Of the burial grounds from which Commonwealth graves were taken to Caterpillar Valley Cemetery:-

CLARK's DUMP CEMETERY, BAZENTIN, was a little West of High Wood, on the road from Bazentin-le-Petit to Flers. It contained the graves of 26 soldiers from the United Kingdom, and two from South Africa, who fell in August-December 1916.

GINCHY GERMAN CEMETERY (500 metres North of the village, between the Flers and Lesboeufs roads), in which two unknown British soldiers were buried.

McCORMICK's POST CEMETERY, FLERS, nearly two kilometres West of Flers village. Here were buried 19 soldiers from the United Kingdom, nine from Australia and nine from New Zealand, who fell in September-November 1916.

MARTINPUICH ROAD CEMETERY, BAZENTIN, contained the graves of 41 soldiers from the United Kingdom who fell in July and August 1916.

SNOWDON CEMETERY, BAZENTIN, in Bazentin-le-Grand village, contained the graves of 24 soldiers of the 38th (Welsh) Division who fell in August and September 1918.

WELSH CEMETERY, LONGUEVAL, between Flers village and High Wood, in which were buried 17 soldiers of the 38th (Welsh) Division who fell in August and September 1918.

CATERPILLAR VALLEY CEMETERY now contains 5,573 Commonwealth burials and commemorations of the First World War. 3,798 of the burials are unidentified but there are special memorials to 32 casualties known or believed to be buried among them, and to three buried in McCormick's Post Cemetery whose graves were destroyed by shell fire.

On the 6th November 2004, the remains of an unidentified New Zealand soldier were removed from this cemetery and entrusted to New Zealand at a ceremony held at the Longueval Memorial, France. The remains had been exhumed by staff of the Commonwealth War Graves Commission from Plot 14, Row A, Grave 27 and were later laid to rest within the Tomb of the Unknown Warrior, at the National War Memorial, Wellington, New Zealand.

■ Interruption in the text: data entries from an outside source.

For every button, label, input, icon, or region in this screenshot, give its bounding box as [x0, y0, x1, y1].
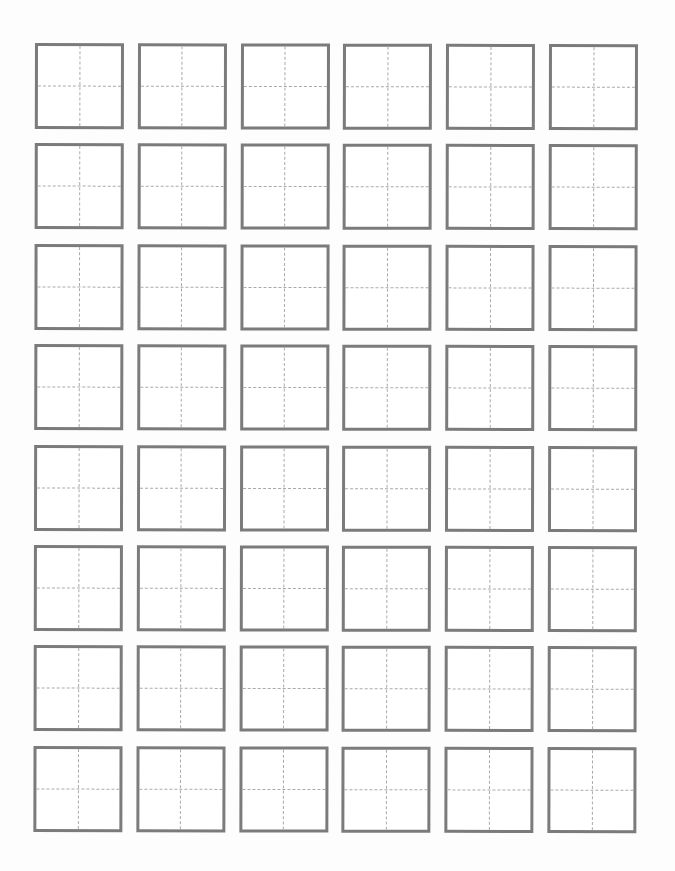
- horizontal-guide-line: [37, 588, 120, 589]
- horizontal-guide-line: [242, 688, 325, 689]
- practice-cell: [34, 645, 123, 731]
- horizontal-guide-line: [36, 788, 119, 789]
- horizontal-guide-line: [551, 388, 634, 389]
- horizontal-guide-line: [345, 588, 428, 589]
- practice-cell: [446, 245, 535, 331]
- practice-cell: [137, 344, 226, 430]
- practice-cell: [35, 43, 124, 129]
- practice-cell: [240, 144, 329, 230]
- practice-cell: [35, 143, 124, 229]
- practice-cell: [445, 345, 534, 431]
- practice-cell: [239, 746, 328, 832]
- practice-cell: [445, 646, 534, 732]
- practice-cell: [342, 646, 431, 732]
- horizontal-guide-line: [243, 488, 326, 489]
- practice-cell: [445, 546, 534, 632]
- horizontal-guide-line: [37, 286, 120, 287]
- practice-cell: [548, 245, 637, 331]
- horizontal-guide-line: [550, 789, 633, 790]
- practice-cell: [137, 244, 226, 330]
- practice-cell: [446, 144, 535, 230]
- horizontal-guide-line: [140, 487, 223, 488]
- practice-cell: [343, 244, 432, 330]
- practice-cell: [549, 44, 638, 130]
- horizontal-guide-line: [243, 186, 326, 187]
- practice-cell: [343, 44, 432, 130]
- practice-cell: [239, 646, 328, 732]
- horizontal-guide-line: [449, 287, 532, 288]
- horizontal-guide-line: [242, 789, 325, 790]
- practice-cell: [33, 746, 122, 832]
- practice-cell: [342, 746, 431, 832]
- practice-cell: [136, 646, 225, 732]
- horizontal-guide-line: [448, 588, 531, 589]
- practice-cell: [548, 546, 637, 632]
- horizontal-guide-line: [346, 287, 429, 288]
- horizontal-guide-line: [448, 689, 531, 690]
- horizontal-guide-line: [551, 589, 634, 590]
- horizontal-guide-line: [243, 287, 326, 288]
- horizontal-guide-line: [244, 86, 327, 87]
- practice-cell: [239, 545, 328, 631]
- horizontal-guide-line: [38, 186, 121, 187]
- horizontal-guide-line: [38, 86, 121, 87]
- horizontal-guide-line: [140, 287, 223, 288]
- horizontal-guide-line: [346, 86, 429, 87]
- practice-cell: [547, 747, 636, 833]
- horizontal-guide-line: [140, 588, 223, 589]
- practice-cell: [240, 445, 329, 531]
- horizontal-guide-line: [37, 688, 120, 689]
- horizontal-guide-line: [551, 689, 634, 690]
- horizontal-guide-line: [37, 387, 120, 388]
- practice-cell: [137, 445, 226, 531]
- horizontal-guide-line: [449, 86, 532, 87]
- worksheet-page: [0, 0, 675, 871]
- practice-cell: [548, 345, 637, 431]
- practice-cell: [549, 144, 638, 230]
- practice-cell: [445, 747, 534, 833]
- horizontal-guide-line: [552, 187, 635, 188]
- practice-cell: [240, 345, 329, 431]
- practice-cell: [34, 445, 123, 531]
- horizontal-guide-line: [345, 789, 428, 790]
- practice-cell: [343, 345, 432, 431]
- practice-cell: [240, 244, 329, 330]
- horizontal-guide-line: [346, 187, 429, 188]
- horizontal-guide-line: [139, 688, 222, 689]
- practice-cell: [342, 546, 431, 632]
- practice-cell: [445, 445, 534, 531]
- horizontal-guide-line: [449, 187, 532, 188]
- practice-cell: [342, 445, 431, 531]
- horizontal-guide-line: [552, 87, 635, 88]
- practice-cell: [446, 44, 535, 130]
- practice-cell: [548, 646, 637, 732]
- horizontal-guide-line: [37, 487, 120, 488]
- practice-cell: [548, 446, 637, 532]
- practice-cell: [136, 746, 225, 832]
- practice-cell: [240, 43, 329, 129]
- practice-grid: [33, 43, 641, 836]
- horizontal-guide-line: [140, 387, 223, 388]
- horizontal-guide-line: [345, 689, 428, 690]
- horizontal-guide-line: [140, 186, 223, 187]
- practice-cell: [34, 244, 123, 330]
- horizontal-guide-line: [551, 287, 634, 288]
- horizontal-guide-line: [141, 86, 224, 87]
- practice-cell: [34, 545, 123, 631]
- practice-cell: [343, 144, 432, 230]
- horizontal-guide-line: [243, 387, 326, 388]
- horizontal-guide-line: [345, 488, 428, 489]
- horizontal-guide-line: [551, 488, 634, 489]
- horizontal-guide-line: [448, 388, 531, 389]
- practice-cell: [137, 545, 226, 631]
- practice-cell: [137, 144, 226, 230]
- horizontal-guide-line: [242, 588, 325, 589]
- horizontal-guide-line: [448, 488, 531, 489]
- horizontal-guide-line: [139, 789, 222, 790]
- horizontal-guide-line: [346, 387, 429, 388]
- practice-cell: [138, 43, 227, 129]
- horizontal-guide-line: [448, 789, 531, 790]
- practice-cell: [34, 344, 123, 430]
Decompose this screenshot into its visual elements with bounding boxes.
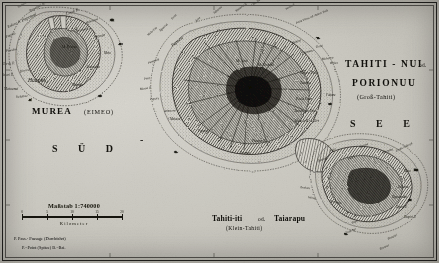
map-figure: MUREA (EIMEO) TAHITI - NUI od. PORIONUU …	[0, 0, 439, 263]
map-border-frame	[2, 2, 437, 261]
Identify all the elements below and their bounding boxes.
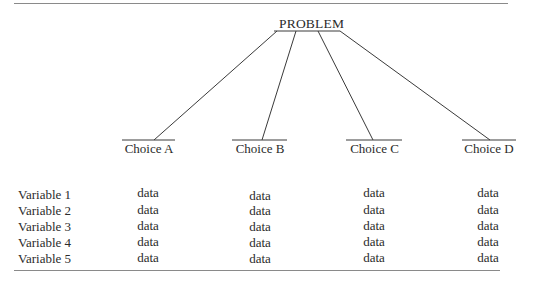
table-cell: data xyxy=(344,202,404,217)
choice-c-node: Choice C xyxy=(347,141,402,156)
table-cell: data xyxy=(230,235,290,250)
table-cell: data xyxy=(118,185,178,200)
choice-a-node: Choice A xyxy=(123,141,175,156)
table-cell: data xyxy=(458,250,518,265)
table-cell: data xyxy=(118,202,178,217)
table-cell: data xyxy=(344,234,404,249)
table-cell: data xyxy=(230,219,290,234)
bottom-rule xyxy=(14,270,500,271)
table-cell: data xyxy=(344,218,404,233)
table-cell: data xyxy=(118,234,178,249)
table-cell: data xyxy=(230,203,290,218)
row-label: Variable 2 xyxy=(18,203,71,218)
edge-choice-a xyxy=(154,31,277,140)
row-label: Variable 3 xyxy=(18,219,71,234)
edge-choice-c xyxy=(318,31,373,140)
table-cell: data xyxy=(344,250,404,265)
table-cell: data xyxy=(344,185,404,200)
row-label: Variable 4 xyxy=(18,235,71,250)
table-cell: data xyxy=(230,251,290,266)
choice-b-node: Choice B xyxy=(233,141,287,156)
row-label: Variable 1 xyxy=(18,187,71,202)
edge-choice-b xyxy=(262,31,296,140)
table-cell: data xyxy=(458,218,518,233)
table-cell: data xyxy=(118,218,178,233)
table-cell: data xyxy=(458,202,518,217)
row-label: Variable 5 xyxy=(18,251,71,266)
table-cell: data xyxy=(230,188,290,203)
problem-node: PROBLEM xyxy=(279,16,344,31)
table-cell: data xyxy=(458,234,518,249)
table-cell: data xyxy=(118,250,178,265)
edge-choice-d xyxy=(340,31,490,140)
table-cell: data xyxy=(458,185,518,200)
choice-d-node: Choice D xyxy=(462,141,516,156)
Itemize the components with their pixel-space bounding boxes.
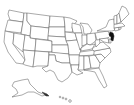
state-maine — [119, 6, 129, 22]
state-florida — [84, 68, 107, 88]
state-mississippi — [78, 56, 84, 70]
state-maryland — [99, 38, 109, 43]
state-wisconsin — [72, 23, 82, 33]
state-oregon — [5, 20, 23, 33]
us-map — [0, 0, 134, 105]
state-new-mexico — [33, 51, 49, 67]
state-delaware — [109, 39, 111, 43]
state-colorado — [35, 39, 52, 52]
state-vermont — [114, 15, 117, 24]
state-hawaii-inset — [59, 96, 71, 102]
state-south-dakota — [48, 27, 65, 37]
state-alaska-inset — [12, 79, 46, 97]
state-ohio — [87, 33, 96, 45]
state-new-york — [97, 19, 115, 31]
state-wyoming — [30, 26, 49, 40]
state-arkansas — [69, 55, 80, 65]
contiguous-us — [4, 6, 129, 88]
state-north-dakota — [49, 16, 65, 27]
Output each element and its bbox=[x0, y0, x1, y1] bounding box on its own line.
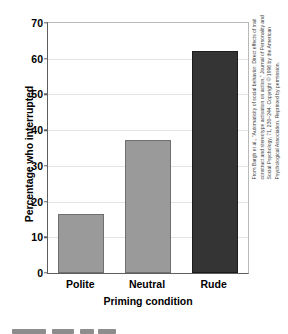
y-tick-mark bbox=[44, 22, 48, 23]
y-tick-label: 30 bbox=[31, 160, 43, 172]
bar-rude bbox=[192, 51, 238, 273]
y-tick-label: 20 bbox=[31, 196, 43, 208]
x-axis-title: Priming condition bbox=[47, 295, 249, 307]
x-tick-label-neutral: Neutral bbox=[129, 278, 165, 290]
caption-artifact bbox=[12, 327, 132, 334]
y-tick-mark bbox=[44, 129, 48, 130]
y-tick-mark bbox=[44, 201, 48, 202]
plot-area: 010203040506070 bbox=[47, 22, 249, 274]
bar-neutral bbox=[125, 140, 171, 273]
y-tick-mark bbox=[44, 165, 48, 166]
y-tick-label: 60 bbox=[31, 53, 43, 65]
y-tick-mark bbox=[44, 94, 48, 95]
source-credit: From Bargh et al., "Automaticity of soci… bbox=[251, 11, 282, 179]
x-tick-label-polite: Polite bbox=[66, 278, 95, 290]
x-tick-label-rude: Rude bbox=[201, 278, 227, 290]
y-tick-label: 50 bbox=[31, 88, 43, 100]
y-tick-label: 0 bbox=[37, 267, 43, 279]
y-tick-mark bbox=[44, 58, 48, 59]
y-tick-label: 10 bbox=[31, 231, 43, 243]
y-tick-label: 40 bbox=[31, 124, 43, 136]
y-tick-label: 70 bbox=[31, 17, 43, 29]
bar-polite bbox=[58, 214, 104, 273]
y-tick-mark bbox=[44, 272, 48, 273]
y-tick-mark bbox=[44, 237, 48, 238]
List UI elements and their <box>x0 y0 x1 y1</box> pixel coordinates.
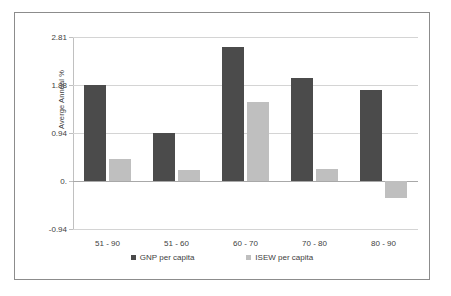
x-category-label: 60 - 70 <box>233 239 258 248</box>
gridline <box>73 37 418 38</box>
y-tick-label: 1.88 <box>51 80 67 89</box>
legend-swatch-icon <box>131 255 136 260</box>
x-category-label: 70 - 80 <box>302 239 327 248</box>
bar-gnp-51-60[interactable] <box>153 133 175 181</box>
gridline <box>73 229 418 230</box>
bar-gnp-51-90[interactable] <box>84 85 106 181</box>
y-tick-mark <box>69 229 73 230</box>
bar-gnp-80-90[interactable] <box>360 90 382 181</box>
bar-isew-60-70[interactable] <box>247 102 269 181</box>
chart-legend: GNP per capitaISEW per capita <box>15 253 429 262</box>
x-category-label: 51 - 90 <box>95 239 120 248</box>
legend-item-isew[interactable]: ISEW per capita <box>246 253 313 262</box>
plot-area: 2.811.880.940.-0.94 51 - 9051 - 6060 - 7… <box>73 37 418 229</box>
y-tick-mark <box>69 133 73 134</box>
x-category-label: 80 - 90 <box>371 239 396 248</box>
chart-container: Averge Annual % 2.811.880.940.-0.94 51 -… <box>14 12 430 280</box>
bar-isew-51-60[interactable] <box>178 170 200 181</box>
gridline <box>73 85 418 86</box>
legend-swatch-icon <box>246 255 251 260</box>
y-tick-mark <box>69 37 73 38</box>
y-tick-label: 0.94 <box>51 128 67 137</box>
legend-label: GNP per capita <box>140 253 195 262</box>
y-tick-label: 0. <box>60 176 67 185</box>
bar-isew-51-90[interactable] <box>109 159 131 181</box>
bar-isew-70-80[interactable] <box>316 169 338 181</box>
gridline <box>73 181 418 182</box>
bar-isew-80-90[interactable] <box>385 181 407 198</box>
legend-item-gnp[interactable]: GNP per capita <box>131 253 195 262</box>
legend-label: ISEW per capita <box>255 253 313 262</box>
y-axis-title: Averge Annual % <box>57 45 66 155</box>
bar-gnp-60-70[interactable] <box>222 47 244 181</box>
y-tick-label: -0.94 <box>49 225 67 234</box>
bar-gnp-70-80[interactable] <box>291 78 313 181</box>
y-tick-mark <box>69 181 73 182</box>
y-tick-mark <box>69 85 73 86</box>
y-tick-label: 2.81 <box>51 33 67 42</box>
x-category-label: 51 - 60 <box>164 239 189 248</box>
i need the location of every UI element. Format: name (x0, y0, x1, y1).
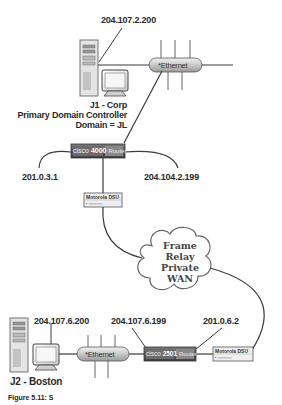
figure-caption: Figure 5.11: S (8, 394, 54, 401)
dsu-2-indicators: ▪ ▫▫▫▫▫▫▫▫▫▫ (215, 355, 232, 360)
j1-ip-leader (99, 28, 122, 62)
router-1-label: cisco 4000 Router (73, 146, 126, 156)
j2-site-name: J2 - Boston (10, 376, 62, 387)
dsu-1-indicators: ▪ ▫▫▫▫▫▫▫▫▫▫ (86, 201, 103, 206)
wan-line-2: Relay (150, 251, 210, 262)
dsu-2-label: Motorola DSU (215, 348, 248, 354)
router-2-label: cisco 2501 Router (146, 349, 197, 359)
wan-line-3: Private (150, 262, 210, 273)
j1-server-tower-icon (80, 40, 98, 96)
dsu-1-label: Motorola DSU (86, 194, 119, 200)
router-2-suffix: Router (179, 351, 197, 357)
wan-line-4: WAN (150, 273, 210, 284)
network-diagram-canvas (0, 0, 282, 405)
j1-site-name: J1 - Corp (90, 100, 127, 110)
router-2-lan-ip: 204.107.6.199 (111, 316, 166, 326)
j1-domain: Domain = JL (75, 120, 127, 130)
router-2-wan-ip: 201.0.6.2 (203, 316, 239, 326)
j1-role: Primary Domain Controller (17, 110, 127, 120)
ethernet-1-label: *Ethernet (158, 61, 187, 70)
router-2-brand: cisco (146, 350, 161, 357)
router-1-model: 4000 (91, 147, 107, 154)
router-1-left-ip: 201.0.3.1 (22, 172, 58, 182)
router-1-brand: cisco (73, 147, 89, 154)
j2-server-tower-icon (10, 318, 28, 372)
wan-line-1: Frame (150, 240, 210, 251)
router-1-suffix: Router (108, 148, 126, 154)
router-1-right-ip: 204.104.2.199 (144, 172, 199, 182)
j2-server-ip: 204.107.6.200 (34, 316, 89, 326)
ethernet-2-label: *Ethernet (85, 350, 114, 359)
router-2-model: 2501 (163, 350, 177, 357)
j1-monitor-icon (102, 70, 128, 96)
wan-cloud-label: Frame Relay Private WAN (150, 240, 210, 284)
j1-server-ip: 204.107.2.200 (101, 15, 156, 25)
j2-monitor-icon (33, 344, 59, 370)
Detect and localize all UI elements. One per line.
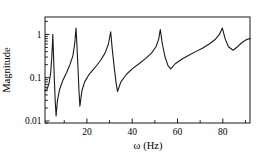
x-tick-label: 80 — [218, 127, 228, 137]
y-axis-label: Magnitude — [1, 47, 12, 93]
x-tick-label: 40 — [127, 127, 137, 137]
x-tick-label: 60 — [173, 127, 183, 137]
y-tick-label: 0.1 — [30, 73, 42, 83]
x-axis-label: ω (Hz) — [134, 140, 163, 152]
chart-canvas: 2040608010.10.01 Magnitude ω (Hz) — [0, 0, 262, 158]
y-tick-label: 0.01 — [25, 116, 42, 126]
y-tick-label: 1 — [37, 30, 42, 40]
x-tick-label: 20 — [82, 127, 92, 137]
frequency-response-chart: 2040608010.10.01 Magnitude ω (Hz) — [0, 0, 262, 158]
response-curve — [45, 28, 250, 116]
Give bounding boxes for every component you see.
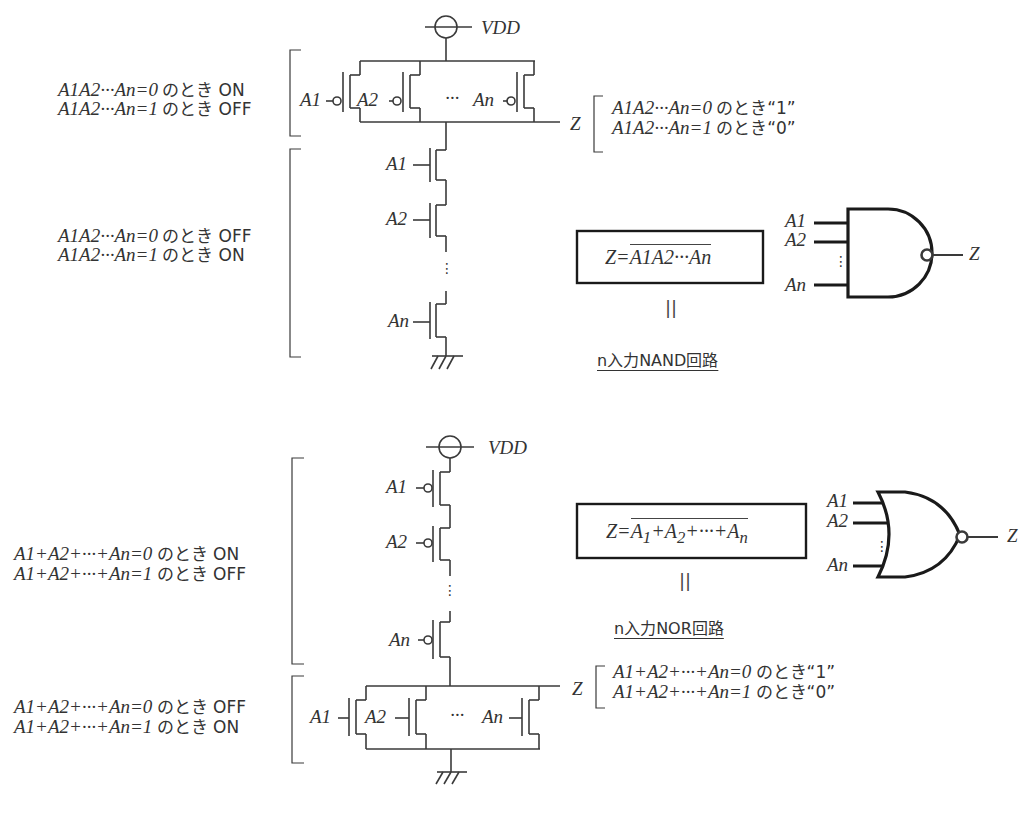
nand-nmos-note-line2: A1A2···An=1 のとき ON bbox=[58, 245, 245, 266]
nor-nmos-input-a1: A1 bbox=[310, 707, 331, 728]
vdd-symbol-nand bbox=[425, 16, 472, 61]
text: のとき“0” bbox=[756, 682, 835, 702]
nand-output-z: Z bbox=[570, 114, 581, 135]
input-label: A2 bbox=[357, 89, 378, 110]
nand-gate-output-z: Z bbox=[969, 244, 980, 265]
nor-output-note-line2: A1+A2+···+An=1 のとき“0” bbox=[613, 682, 835, 703]
nand-nmos-input-an: An bbox=[388, 311, 409, 332]
nand-vdd-label: VDD bbox=[481, 18, 520, 39]
text: のとき“1” bbox=[716, 98, 795, 118]
nor-pmos-note-line2: A1+A2+···+An=1 のとき OFF bbox=[14, 564, 246, 585]
input-label: A2 bbox=[386, 208, 407, 229]
input-label: An bbox=[389, 629, 410, 650]
text: のとき ON bbox=[162, 80, 245, 100]
expr: A1+A2+···+An=0 bbox=[14, 543, 152, 564]
nand-nmos-input-a2: A2 bbox=[386, 209, 407, 230]
nor-pmos-vdots: ⋮ bbox=[443, 580, 457, 601]
nor-nmos-note-line2: A1+A2+···+An=1 のとき ON bbox=[14, 717, 239, 738]
input-label: A1 bbox=[310, 706, 331, 727]
input-label: A1 bbox=[785, 210, 806, 231]
nor-output-z: Z bbox=[572, 679, 583, 700]
nor-output-note-line1: A1+A2+···+An=0 のとき“1” bbox=[613, 662, 835, 683]
ellipsis: ⋮ bbox=[443, 582, 457, 598]
expr: A1A2···An=0 bbox=[612, 97, 712, 118]
svg-text:⋮: ⋮ bbox=[875, 538, 889, 554]
nand-title: n入力NAND回路 bbox=[597, 347, 718, 371]
text: のとき ON bbox=[162, 245, 245, 265]
input-label: A2 bbox=[386, 531, 407, 552]
input-label: An bbox=[482, 706, 503, 727]
nor-gate-input-an: An bbox=[827, 555, 848, 576]
nor-equals-mark: || bbox=[679, 570, 691, 591]
text: のとき“0” bbox=[716, 118, 795, 138]
input-label: A2 bbox=[785, 229, 806, 250]
nor-pmos-input-an: An bbox=[389, 630, 410, 651]
expr: A1A2···An=0 bbox=[58, 225, 158, 246]
text: のとき“1” bbox=[756, 662, 835, 682]
nand-pmos-input-a2: A2 bbox=[357, 90, 378, 111]
expr: A1+A2+···+An=0 bbox=[14, 696, 152, 717]
circuit-diagram: ⋮ bbox=[0, 0, 1032, 814]
nor-nmos-network bbox=[338, 686, 560, 784]
ellipsis: ··· bbox=[450, 704, 464, 725]
nor-gate-output-z: Z bbox=[1007, 526, 1018, 547]
nand-gate-input-a2: A2 bbox=[785, 230, 806, 251]
nand-equals-mark: || bbox=[665, 297, 677, 318]
input-label: A1 bbox=[386, 153, 407, 174]
z-label: Z bbox=[969, 243, 980, 264]
ellipsis: ⋮ bbox=[440, 260, 454, 276]
input-label: A1 bbox=[300, 89, 321, 110]
formula-a2: A2 bbox=[652, 244, 674, 268]
expr: A1A2···An=1 bbox=[612, 117, 712, 138]
nor-nmos-note-line1: A1+A2+···+An=0 のとき OFF bbox=[14, 697, 246, 718]
input-label: An bbox=[785, 274, 806, 295]
expr: A1A2···An=1 bbox=[58, 98, 158, 119]
vdd-text: VDD bbox=[481, 17, 520, 38]
ellipsis: ··· bbox=[445, 87, 459, 108]
input-label: A1 bbox=[386, 476, 407, 497]
nand-pmos-ellipsis: ··· bbox=[445, 88, 459, 109]
nor-nmos-input-an: An bbox=[482, 707, 503, 728]
nor-formula: Z=A1+A2+···+An bbox=[606, 520, 748, 548]
nor-pmos-input-a2: A2 bbox=[386, 532, 407, 553]
nor-gate-symbol: ⋮ bbox=[853, 492, 998, 577]
input-label: An bbox=[473, 89, 494, 110]
expr: A1+A2+···+An=1 bbox=[613, 681, 751, 702]
expr: A1+A2+···+An=0 bbox=[613, 661, 751, 682]
z-label: Z bbox=[1007, 525, 1018, 546]
expr: A1+A2+···+An=1 bbox=[14, 716, 152, 737]
z-label: Z bbox=[570, 113, 581, 134]
text: のとき ON bbox=[157, 544, 240, 564]
text: のとき OFF bbox=[162, 226, 251, 246]
text: のとき OFF bbox=[157, 564, 246, 584]
nor-gate-input-a1: A1 bbox=[827, 491, 848, 512]
text: のとき OFF bbox=[157, 697, 246, 717]
nor-pmos-note-line1: A1+A2+···+An=0 のとき ON bbox=[14, 544, 239, 565]
nand-pmos-input-a1: A1 bbox=[300, 90, 321, 111]
input-label: A2 bbox=[365, 706, 386, 727]
nand-gate-symbol: ⋮ bbox=[814, 209, 963, 297]
nor-title: n入力NOR回路 bbox=[614, 615, 724, 639]
nor-pmos-network bbox=[416, 470, 450, 686]
text: のとき ON bbox=[157, 717, 240, 737]
nand-nmos-input-a1: A1 bbox=[386, 154, 407, 175]
input-label: A1 bbox=[827, 490, 848, 511]
nand-nmos-network bbox=[413, 122, 463, 369]
vdd-text: VDD bbox=[488, 437, 527, 458]
nand-formula: Z=A1A2···An bbox=[605, 246, 711, 269]
nor-nmos-input-a2: A2 bbox=[365, 707, 386, 728]
expr: A1A2···An=0 bbox=[58, 79, 158, 100]
vdd-symbol-nor bbox=[426, 436, 474, 472]
nand-gate-input-an: An bbox=[785, 275, 806, 296]
formula-an: An bbox=[689, 244, 711, 268]
formula-a1: A1 bbox=[630, 244, 652, 268]
nand-output-note-line2: A1A2···An=1 のとき“0” bbox=[612, 118, 796, 139]
expr: A1+A2+···+An=1 bbox=[14, 563, 152, 584]
nor-nmos-ellipsis: ··· bbox=[450, 705, 464, 726]
expr: A1A2···An=1 bbox=[58, 244, 158, 265]
nand-pmos-input-an: An bbox=[473, 90, 494, 111]
nor-vdd-label: VDD bbox=[488, 438, 527, 459]
text: のとき OFF bbox=[162, 99, 251, 119]
svg-text:⋮: ⋮ bbox=[834, 253, 848, 269]
nand-pmos-note-line2: A1A2···An=1 のとき OFF bbox=[58, 99, 251, 120]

On the east side of the cemetery is the CATERPILLAR VALLEY (NEW ZEALAND) MEMORIAL, commemorating more than 1,200 officers and men of the New Zealand Division who died in the Battles of the Somme in 1916, and whose graves are not known.

This is one of seven memorials in France and Belgium to those New Zealand soldiers who died on the Western Front and whose graves are not known. The memorials are all in cemeteries chosen as appropriate to the fighting in which the men died.

Both cemetery and memorial were designed by Sir Herbert Baker.